Part 1: Printing a Web Page—Harder Than You Think
Printing Web pages is not as easy as it should be. For some reason none of the current versions of the popular Web browsers (Internet Explorer 9, FireFox 4, Google Chrome 11, or Opera 11) are very clever when it comes to printing a Web page. Quite possibly the designers and developers of Web browsers figure that nobody really wants to print a Web page. Who would want to do that? What is the point?
But it turns out that there are often times that you might want to print a complete Web page, and the chances are that when you do this—unless you are printing a very ‘simple’ Web page—you will not be that impressed with what your printer spews out. You will typically end up with mis-aligned text, mis-placed images (pictures), probably truncated (chopped off) images, and often many more pages of output than you expected (like a three screen Web ‘page’ ends up printing 25 pages of A4).
Because of these issues some of the more serious Web sites provide either a ‘Printer friendly’ version of their pages or a nicely formatted PDF (Adobe Portable Document Format, sometimes referred to as the Print Distilled Format) version of the content. However even this approach is often not the best. Typically ‘Printer friendly’ versions of Web pages leave out any images that were part of the posting. Take the following example from the New York Times for example. The left image shows the Web page as it comes up in the Opera Browser and the right image shows what is going to print when you select the ‘Printer friendly’ option provided by the New York Times.
Notice that the pictures and graphs have been left out of the ‘Printer friendly’ version on the right. While this might be good when it comes to the advertising and other filler stuff on the right hand side of the Web page, it is not so good when it comes to the content you were trying to print with graphs and illustrations.
So, unless all you were after was the textual content, which is generally unlikely, then ‘Printer friendly’ prints of Web pages are not typically that useful.
Okay. So that failed or at best only scores about 4 out of 10. The next thing you can try is the built in printer options in the browser itself. To demonstrate how well these work I will use a ‘page’ from my site (just because I can). I have chosen the posting “Jessica Alba Popular with Users of Digg” (here). Viewed using Internet Explorer 9 the first ‘screen’ of this page comes up as follows.
[Sorry about the JPEG shuddering (as I call it) but I have compressed this image below 50 percent to keep the size down for faster page loading]
Now lets look at what the first print page of this looks like using—in order, left to right, top to bottom—Internet Explorer 9, FireFox 4, Chrome 11, and Opera 11.

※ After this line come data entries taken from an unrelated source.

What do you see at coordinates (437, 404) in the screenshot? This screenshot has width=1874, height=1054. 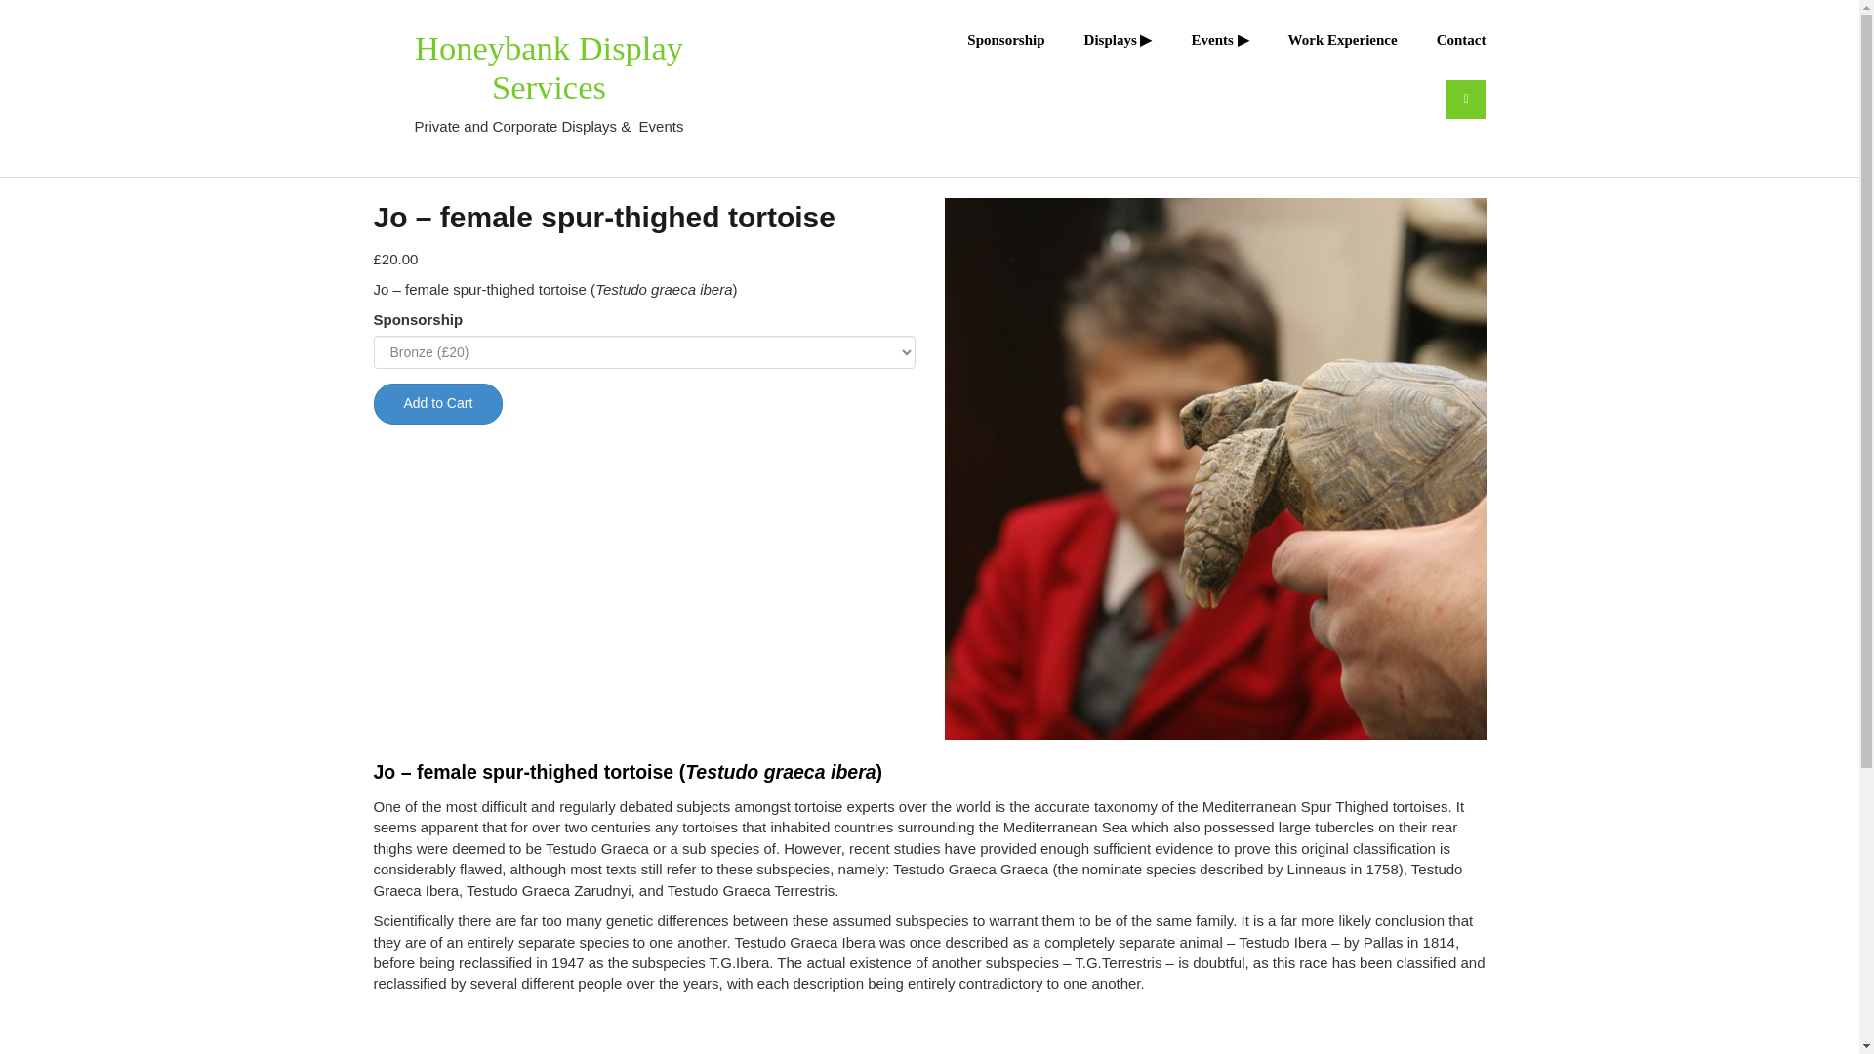 I see `Add to Cart` at bounding box center [437, 404].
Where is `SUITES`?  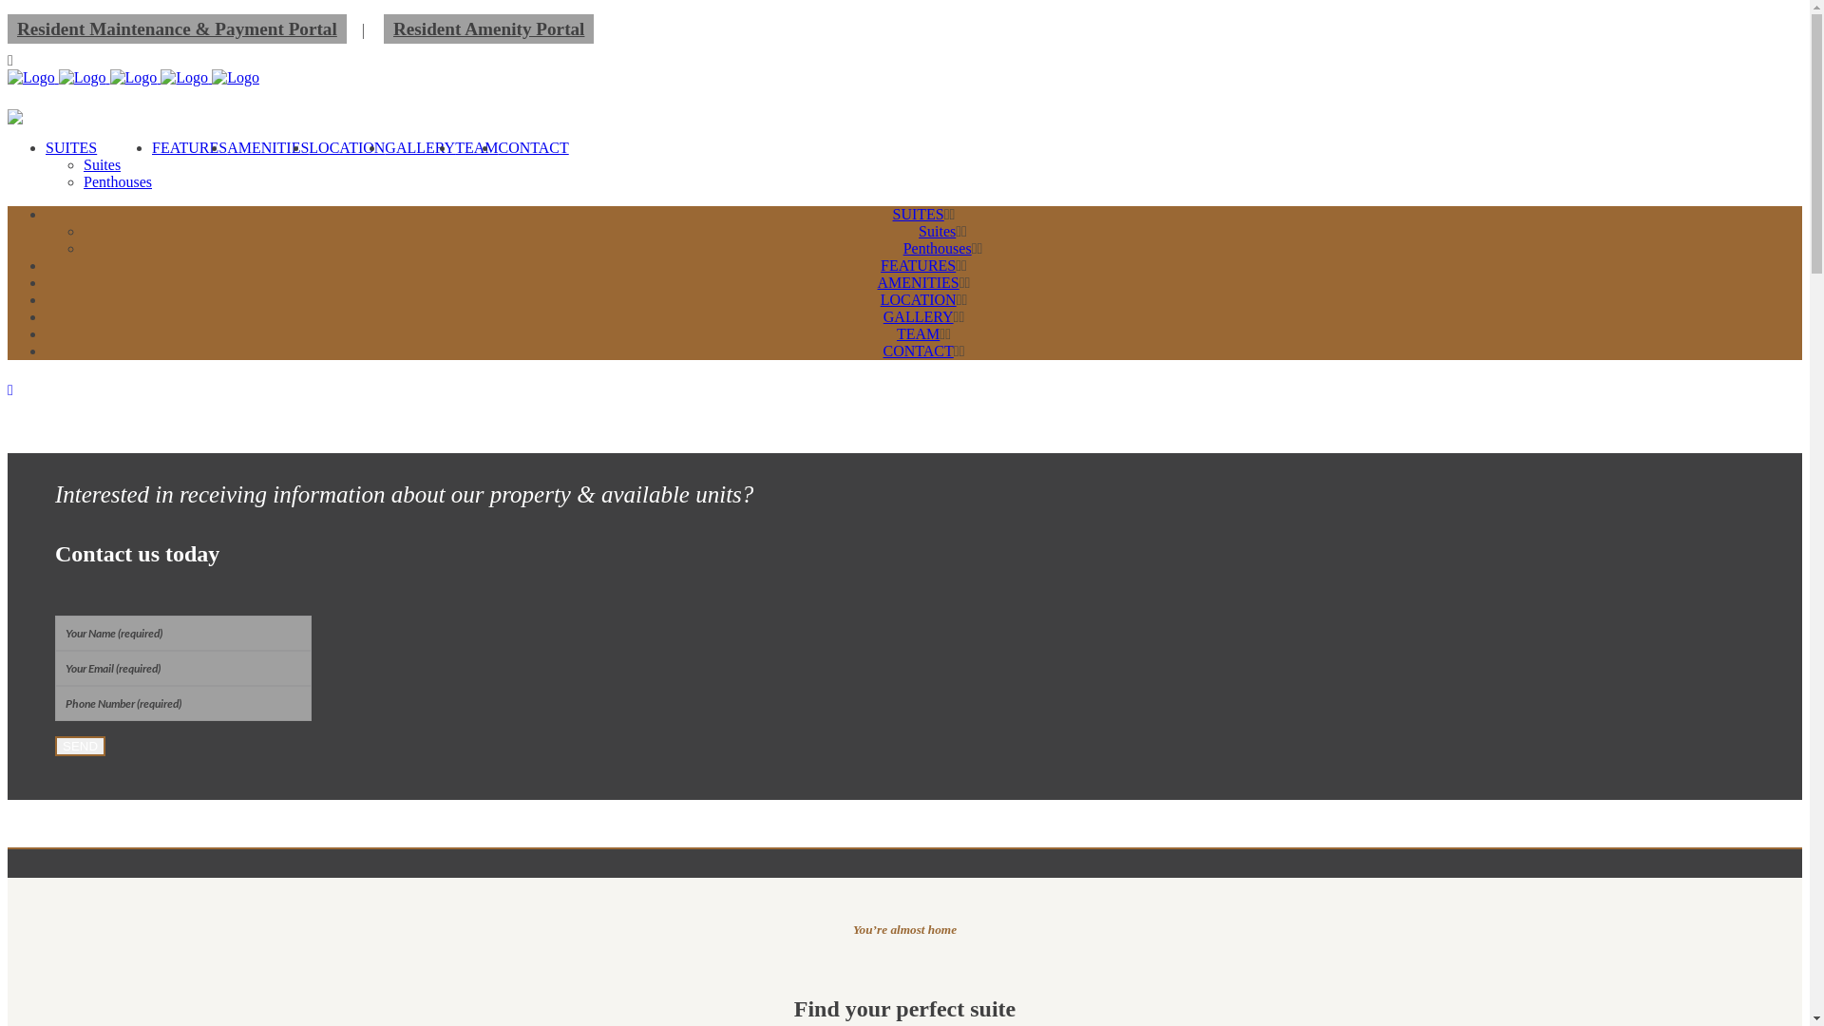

With the second sample I could not screen capture the full page length because FireFox does not have a size slider to get the whole page on the screen. Also, with the Google Chrome example (the third one) I had to actually print the page and scan it because Chrome does not have an on-screen page preview option. But the key point here is that none of these look anything like the first screen of the actual Web page. The picture of Jessica Alba is no where to be seen. In fact, in all these cases, the picture of Jessica does not turn up until about print page 21 or later.
With FireFox the picture of Jessica does not turn up until page 27 and then, horror of horrors, her picture is chopped over two pages (see example at right).
So! What can you do. Well there are two options that I have come across.
The first option is to use one of the Web-based print utilities designed to solve this problem. A couple that I have come across are printfriendly (here) and Print What You Like (here). Of these I found printfriendly to be the better choice.
The example at left shows how printfriendly sets up the first four pages of the Jessica Alba posting from my site. Basically it completely reformats the main content of the site page and it also jettisons the navigation column. In doing this it ends up with 5 pages to print compared to 34 when using FireFox’s print option.
In the reformatting of the post the text is moved in relation to the images so it is possible that text that says something like “in the picture at left” might not have any picture at left—because the picture has been moved to better fit the optimised printing.
Also the font has been changed to a sans serif font whereas the posting was done in a serif font (Gorgia). This could be marginally annoying for perfectionists.
And, as you can see going from page 2 to 3, and from page 3 to 4, images are being chopped across pages.
But, even taking all this into account, printfriendly has done a much better job than any of the built-in print engines in Internet Explorer, FireFox, Chrome, or Opera; and it will also save about 29 pages of paper (in this case).
I should mention two other things about printfriendly. One is that you have to put up with advertising pop-ups, which even seem to manage to pop up when you have pop-ups disabled (how do they do that?). The other is that printfriendly can also create PDF files of Web pages.
So endith Part 1.
In Part 2 I will cover the other common way of getting better hardcopy output from Web pages.